Rising from his bed, Conundrum slipped from the dark chamber. The door let out into a long, echoing hall paved with glistening black stone. It stretched away into darkness in both directions. Picking one direction, he followed it, hardly even noticing where he was going. He had a vague desire to see the Indestructible, but he had no idea where it lay, whether they had towed it to their own docks or left it rusting on the eastern shore of the island.

He found his way to a stair and descended it, crossed a wide hall, and passed through a towering doorway that stood open, even at this late hour. Knights of Solamnia stood guard at either side of it, but they did not speak to him as he passed, and he barely noticed them except to remember Sir Grumdish with a sad sigh.

He wandered out onto the grounds of the Citadel of Light. His eyes were bent downward, watching his thin slippers shuffling through the neatly clipped, rain-soaked winter grass. He felt a chill and remembered that he had on only a hospital gown, but he merely tucked his hands into his armpits and continued onward, his head bent, consumed in brooding thought.

After a time, he came to an abrupt stop, his nose in a clipped hedge. He stepped back and examined it, then looked around. He found himself between two hedges, one of them running off to his left for a few yards before turning left again, the other stretched back the way he had come, passing beneath an arch and opening onto the lawn where he’d been wandering aimlessly. A pair of tall crystalline domes rose beyond the lawn, glimmering in the light of the newly risen moon.

Shrugging, Conundrum turned left. He followed the corridor to its next turning, then to a crossing of four ways. Still brooding on his own problems, he chose a passage at random and continued walking.

And continued walking. He began to shiver with a chill and wondered how long he’d been wandering between hedges. He glanced quickly around, found the moon and got his bearings, then set out to return to his hospital ward. He was sure he could find it. If only he could get out of this hedge maze.


The next morning, Conundrum’s healer hurried on her way to the Citadel, for she’d heard her patient had recovered. As she crossed the lawn, she noticed a crowd of students gathered at the entrance to the hedge maze. They were laughing at something, and even as she looked, more hurried across the lawn to join in the fun. Shrugging, she diverted her course to see what all the commotion was about.

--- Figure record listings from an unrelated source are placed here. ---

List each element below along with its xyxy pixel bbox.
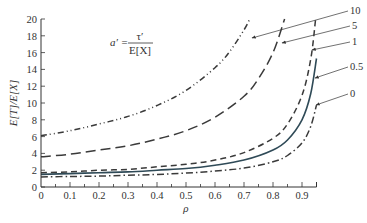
curve-label-5: 5 (352, 20, 357, 31)
x-tick-label: 0 (38, 190, 43, 201)
y-tick-label: 20 (27, 14, 38, 25)
x-tick-label: 0.4 (150, 190, 164, 201)
x-tick-label: 0.8 (266, 190, 279, 201)
curve-label-0: 0 (350, 88, 355, 99)
y-tick-label: 4 (32, 148, 38, 159)
curves (41, 19, 317, 177)
curve-5 (41, 19, 285, 157)
formula-lhs: a′ = (110, 36, 128, 48)
y-tick-label: 0 (32, 182, 37, 193)
x-tick-label: 0.2 (92, 190, 105, 201)
y-tick-label: 12 (27, 81, 38, 92)
y-tick-label: 10 (27, 98, 38, 109)
curve-10 (41, 19, 250, 136)
formula-annotation: a′ = τ′ E[X] (110, 30, 153, 56)
leader-line (252, 11, 348, 38)
leader-line (316, 94, 348, 105)
formula-denominator: E[X] (129, 44, 151, 56)
curve-label-1: 1 (352, 36, 357, 47)
curve-0-5 (41, 59, 317, 175)
curve-0 (41, 105, 317, 177)
x-tick-label: 0.6 (208, 190, 221, 201)
curve-label-10: 10 (350, 5, 361, 16)
x-axis-label: ρ (182, 202, 188, 214)
leader-line (312, 42, 350, 50)
y-tick-label: 6 (32, 132, 37, 143)
y-tick-label: 16 (27, 48, 38, 59)
curve-labels: 10510.50 (252, 5, 363, 105)
leader-line (282, 26, 350, 43)
y-tick-label: 8 (32, 115, 37, 126)
y-axis-label: E[T]/E[X] (7, 80, 19, 127)
x-tick-label: 0.9 (295, 190, 308, 201)
formula-numerator: τ′ (137, 30, 144, 42)
x-tick-label: 0.1 (63, 190, 76, 201)
chart: 0246810121416182000.10.20.30.40.50.60.70… (0, 0, 367, 223)
curve-label-0-5: 0.5 (350, 61, 363, 72)
x-tick-label: 0.3 (121, 190, 134, 201)
leader-line (315, 67, 348, 78)
y-tick-label: 14 (27, 64, 38, 75)
x-tick-label: 0.7 (237, 190, 250, 201)
x-tick-label: 0.5 (179, 190, 192, 201)
y-tick-label: 2 (32, 165, 37, 176)
y-tick-label: 18 (27, 31, 38, 42)
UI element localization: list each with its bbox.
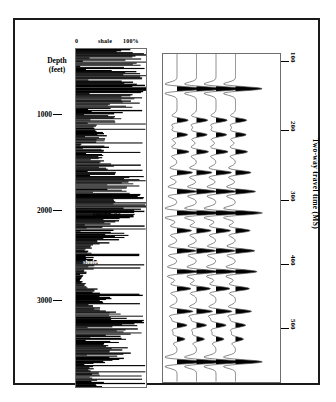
time-tick-500 bbox=[281, 328, 289, 329]
log-curve-name-label: shale bbox=[98, 38, 112, 44]
shale-log-panel: 0 shale 100% sandstone shale bbox=[75, 48, 147, 388]
time-tick-300 bbox=[281, 200, 289, 201]
time-tick-label-300: 300 bbox=[289, 191, 297, 202]
time-tick-label-100: 100 bbox=[289, 52, 297, 63]
figure-frame: Depth (feet) 0 shale 100% sandstone shal… bbox=[13, 18, 320, 385]
depth-axis-title-line1: Depth bbox=[37, 56, 77, 65]
shale-log-curve bbox=[76, 49, 146, 387]
depth-axis-title-line2: (feet) bbox=[37, 65, 77, 74]
time-tick-label-500: 500 bbox=[289, 319, 297, 330]
depth-tick-label-1000: 1000 bbox=[18, 110, 52, 119]
annotation-sandstone: sandstone bbox=[93, 210, 120, 217]
time-tick-label-400: 400 bbox=[289, 255, 297, 266]
log-scale-max-label: 100% bbox=[123, 38, 139, 44]
depth-axis-title: Depth (feet) bbox=[37, 56, 77, 74]
depth-tick-label-3000: 3000 bbox=[18, 296, 52, 305]
shale-log-header: 0 shale 100% bbox=[75, 38, 147, 48]
time-tick-100 bbox=[281, 61, 289, 62]
time-tick-200 bbox=[281, 130, 289, 131]
log-scale-min-label: 0 bbox=[75, 38, 78, 44]
depth-tick-2000 bbox=[53, 210, 62, 211]
annotation-shale: shale bbox=[83, 258, 97, 265]
time-tick-400 bbox=[281, 264, 289, 265]
shale-log-track bbox=[75, 48, 147, 388]
time-axis-title: Two-way travel time (MS) bbox=[311, 138, 320, 229]
depth-tick-label-2000: 2000 bbox=[18, 206, 52, 215]
depth-tick-1000 bbox=[53, 114, 62, 115]
seismic-traces-panel bbox=[162, 53, 281, 383]
time-tick-label-200: 200 bbox=[289, 121, 297, 132]
seismic-wiggle-traces bbox=[163, 54, 280, 382]
depth-tick-3000 bbox=[53, 300, 62, 301]
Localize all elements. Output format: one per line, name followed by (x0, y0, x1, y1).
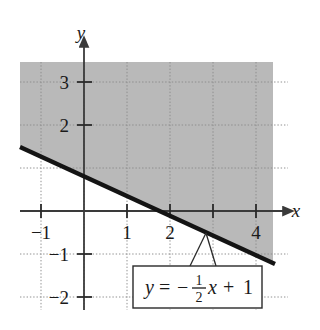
y-tick-label-neg1: −1 (49, 244, 69, 265)
fraction-denominator: 2 (196, 290, 203, 305)
equation-constant: 1 (243, 276, 253, 298)
y-tick-label-neg2: −2 (49, 287, 69, 308)
x-axis-label: x (291, 200, 301, 221)
equation-variable: x (207, 276, 217, 298)
coordinate-plane: −1 1 2 4 3 2 −1 −2 x y y = − 1 2 (0, 0, 320, 330)
equation-plus-sign: + (223, 276, 234, 298)
x-tick-label-2: 2 (165, 222, 175, 243)
y-tick-label-3: 3 (60, 72, 70, 93)
equation-equals-sign: = (159, 276, 170, 298)
fraction-numerator: 1 (196, 273, 203, 288)
equation-lhs: y (143, 276, 154, 299)
x-tick-label-1: 1 (122, 222, 132, 243)
equation-minus-sign: − (177, 276, 188, 298)
graph-figure: −1 1 2 4 3 2 −1 −2 x y y = − 1 2 (0, 0, 320, 330)
y-tick-label-2: 2 (60, 115, 70, 136)
y-axis-label: y (75, 22, 86, 43)
x-tick-label-4: 4 (251, 222, 261, 243)
x-tick-label-neg1: −1 (31, 222, 51, 243)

Seeing her approach, the crowd parted, many hiding snickers and chuckles behind their hands. What she saw filled her first with horror, but this quickly changed to relief and joy. Her patient was healed, body and soul.

Conundrum, still wearing his hospital gown, squatted at the entrance to the hedge maze, busily sketching it on a bed sheet with a chunk of charcoal.

“I got lost!” he said as he scratched a thick black line onto the linen. “Lost, if you know what I mean. Took me all night to find my way out, and even then only by accident!”

“Well, of course,” one of the students said. “This is the magical Hedge Maze of the Citadel of Light.”

“Yes, I know! Isn’t it wonderful?” Conundrum beamed, his bald head glistening in the light of the morning sun.